A long awaited confirmation that direct CP violation occurs in Bs mesons (particles composed of a b- and an s-quark) not unlike what happens to lighter mesons (the K0, the B0, and the D0) is coming from LHCb. In an article appeared yesterday in the Cornell arxiv, LHCb describe their measurement of direct CP violation in the decays of both B0 and Bs mesons to Kπ final states (a kaon and a pion). The former is now the best precision measurement we have of the phenomenon, the latter is also the most precise bid (only one former measurement of the effect exists).
Today Greenpeace issued the 52-page report "Lessons from Fukushima". In it the Japanese nuclear catastrophe is analyzed in detail, and its causes and consequences exposed. The report correctly focuses on a few crucial issues: the lack of accountability for the disastrous consequences of nuclear incidents, the lack of a correct approach to the potential risks involved in the production of nuclear energy, and the failure of proper emergency planning.
Thanks to Sven Heinemeyer and his colleagues, we can give a peek today at the status of the agreement of top and W boson masses with Standard Model predictions for the Higgs boson mass, and with SUSY predictions as well.
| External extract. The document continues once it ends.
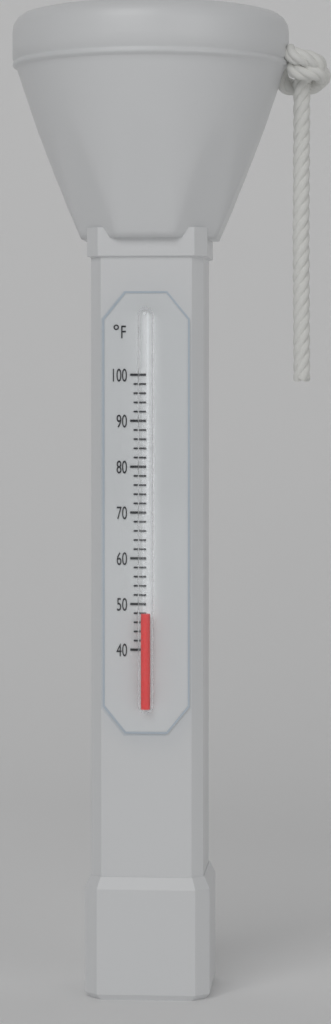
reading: 48 °F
The figure below is just one of the many versions he has produced.



Maybe I should not say "SUSY predictions", as it is clear, by inspecting the figure above, that the green band is quite wide, a result of the many free parameters whose value have an impact in determining the mass of the lightest Higgs scalar.
The Tevatron collider has been shut down for almost half a year now, but the CDF experiment is still busy producing world-class measurements of fundamental Standard Model parameters.

Actually, the above is not quite correct: CDF is re-defining "world class" in some cases. The measurement I am going to describe, which has just been made public (if you are quick you can follow live the seminar presented by Prof. Ashutosh Kotwal at Fermilab here), totally outperforms all previous determinations of a crucial ingredient of the Standard Model: the W boson mass.
This just in: the controversial Opera result on superluminal neutrinos is affected by a previously unaccounted for experimental error, which completely overturns the conclusions.

This is explained in detail here. Note that the source is James Gillies, head of Communications at CERN, and thus hardly a "unofficial leak". In fact, tomorrow there will be a CERN press release on the matter.